Comment 5 for bug 1425387

Revision history for this message
David Mathog (mathog) wrote :

That a bug fix in this region of code caused a regression does not surprise me. The Inkscape code which was modified is a layer above Pango and this code is making assumptions about how languages behave - without knowing what language it is dealing with and which rules actually apply for that language. So that fixing a Telugu problem breaks Thai is not at all surprising. [This whole section of code should be thrown in the dust bin and replaced with, for instance, the equivalent section from LibreOffice, where there are more developers working in more languages. That would be a huge job, of course.]

Anyway, I took a quick look at it and see that I do not have enough information to understand what the actual problem is. I will at least need the following to have any chance of figuring it out:

1. Does this only happen with the Norasi font or does it also occur with other Thai fonts?

2. Is the issue only when you type text in on Inkscape, or is it a matter of the unicode string no matter where it comes from? For instance, could you cut that text from another application and paste it into Inkscape and have it look as it should?

3. ~suv's example shows that the fonts are on different characters in the drawing surface and the Text and Font.. display.
Which one is correct?

4. I opened drawing.svg on r13915 on Windows XP and it used "Norasi" font and it didn't look like either one of your examples. It does look like one pane in the one ~suv posted. See attachment. Since I have no idea what any of the
symbols mean I cannot work with that amount of variation. (Opening it in Firefox didn't help, it was a mess in there.) Please provide an SVG with a much longer section of Thai text. Something that uses all the consonants and vowels, if that is possible. If it will not fit on one line make them separate text boxes. Please put a couple of extra spaces between words, and provide a picture of what this should look like.

5. Are you aware of anything unusual, with respect to Unicode properties of the vowel in question, or the Thai language in general? Is the language L->R or R->L? Does it have any unusual grouping properties? Does it have modifiers that change the shape of base glyphs other than by placing a vowel marking on or near a base consonant?

6. Is it just that one vowel that causes this issue, or all vowels?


§ **Work to be completed**
Keep every word the same. Repeat the records without their images.

[[ Input open ]]

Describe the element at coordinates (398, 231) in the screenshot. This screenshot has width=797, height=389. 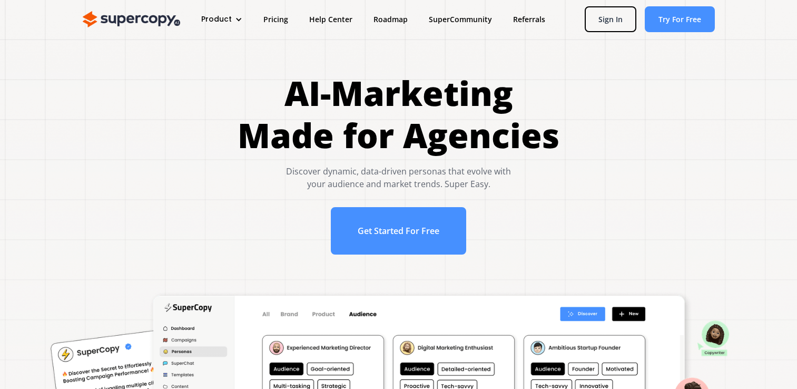
I see `a: Get Started For Free` at that location.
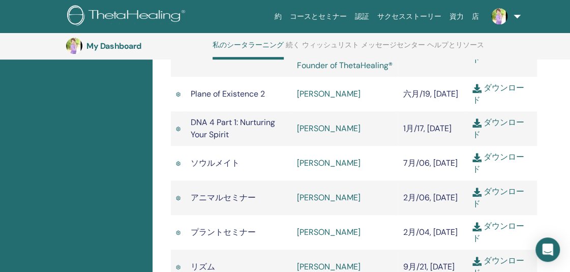 The height and width of the screenshot is (272, 570). Describe the element at coordinates (233, 128) in the screenshot. I see `span: DNA 4 Part 1: Nurturing Your Spirit` at that location.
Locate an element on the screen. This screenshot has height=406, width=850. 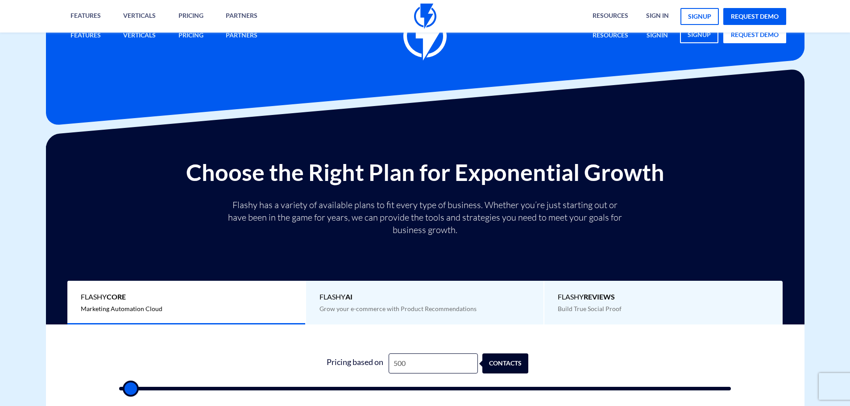
div: Pricing based on is located at coordinates (355, 364).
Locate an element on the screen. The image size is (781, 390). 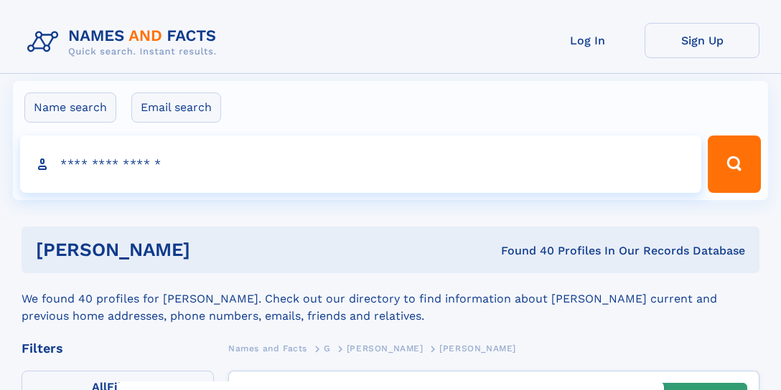
label: Name search is located at coordinates (70, 108).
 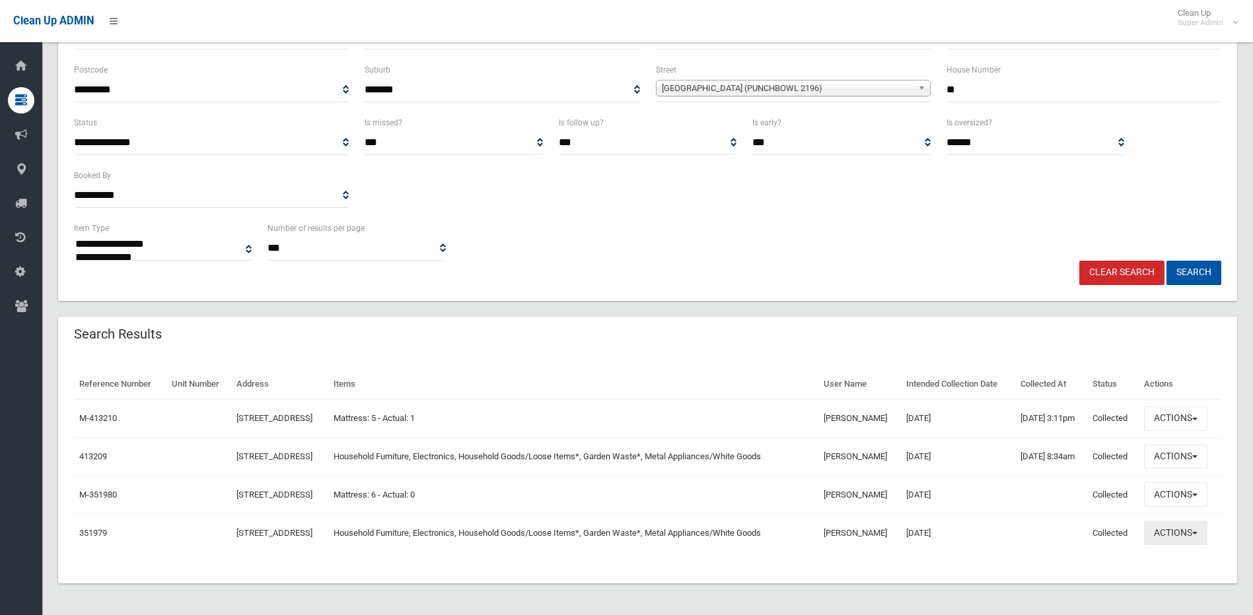 I want to click on th: Actions, so click(x=1179, y=384).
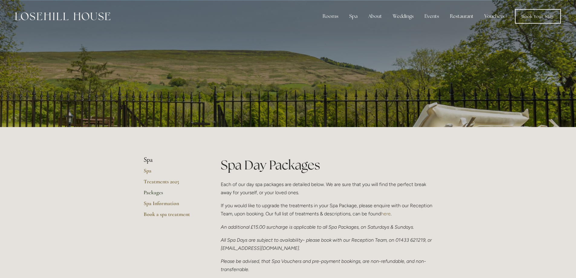  Describe the element at coordinates (327, 188) in the screenshot. I see `p: Each of our day spa packages are detailed below. We are sure that you will find the perfect break...` at that location.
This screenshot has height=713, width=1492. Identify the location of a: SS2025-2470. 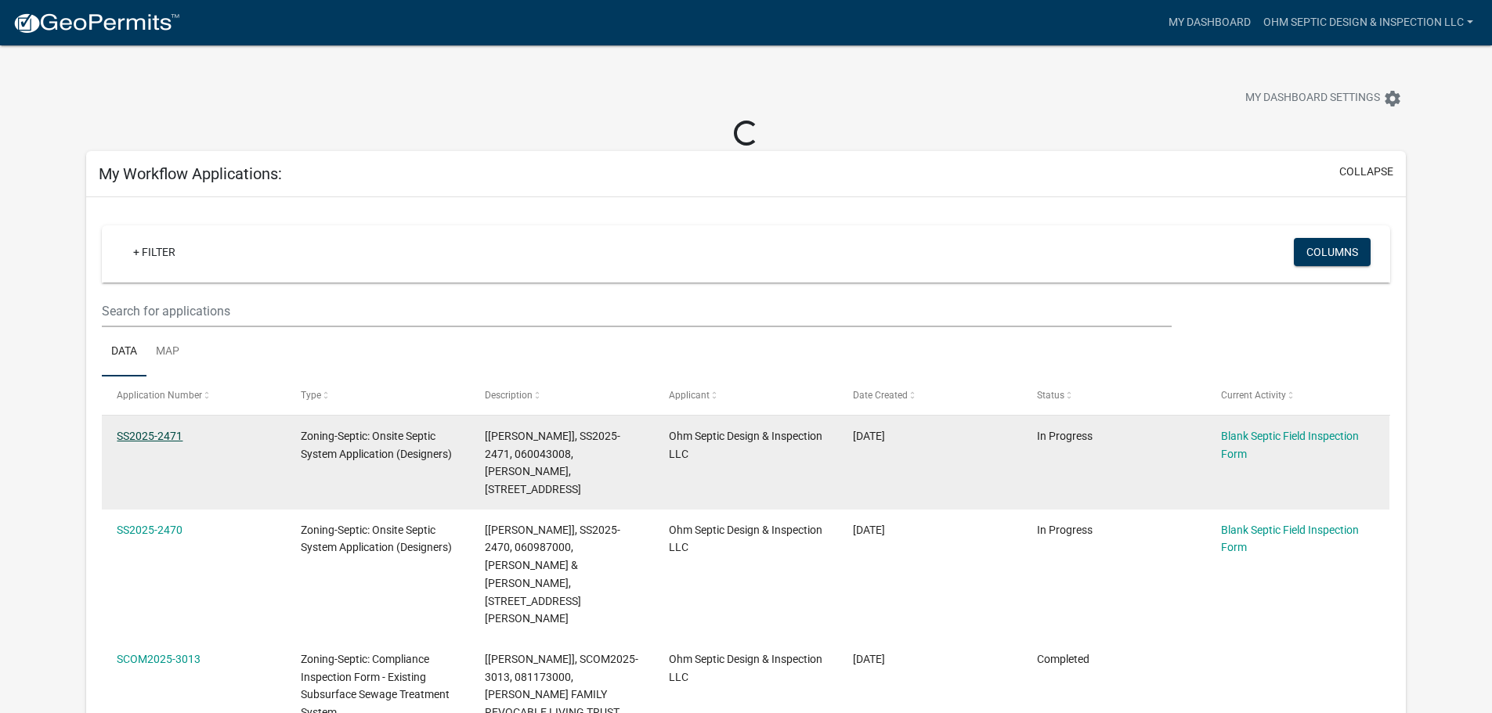
(150, 530).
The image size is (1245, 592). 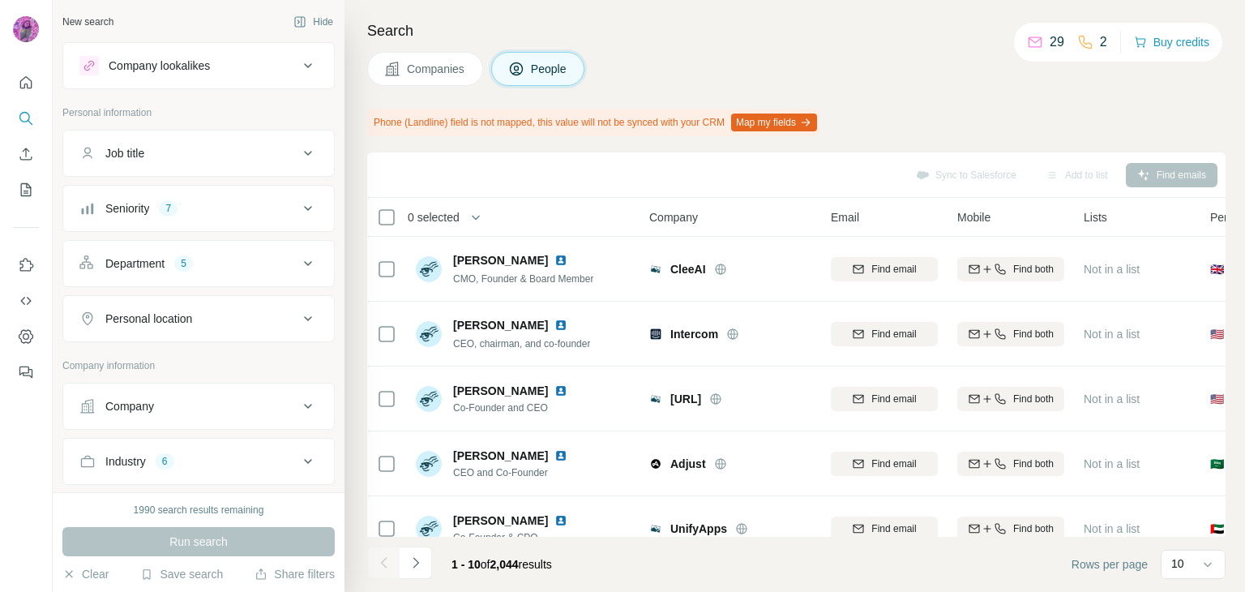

[[ Input closed ]]

§ **Output for this exercise**
Describe the element at coordinates (398, 231) in the screenshot. This screenshot has width=797, height=389. 
I see `a: Get Started For Free` at that location.
 The height and width of the screenshot is (272, 570). Describe the element at coordinates (233, 128) in the screenshot. I see `span: DNA 4 Part 1: Nurturing Your Spirit` at that location.
Locate an element on the screen. This screenshot has height=406, width=850. 
div: Pricing based on is located at coordinates (355, 364).
Locate an element on the screen. The image size is (781, 390). 
label: Name search is located at coordinates (70, 108).
  I want to click on th: Actions, so click(x=1179, y=384).
  Describe the element at coordinates (327, 188) in the screenshot. I see `p: Each of our day spa packages are detailed below. We are sure that you will find the perfect break...` at that location.
This screenshot has height=713, width=1492. Identify the location of a: SS2025-2470. 
(150, 530).
The image size is (1245, 592). 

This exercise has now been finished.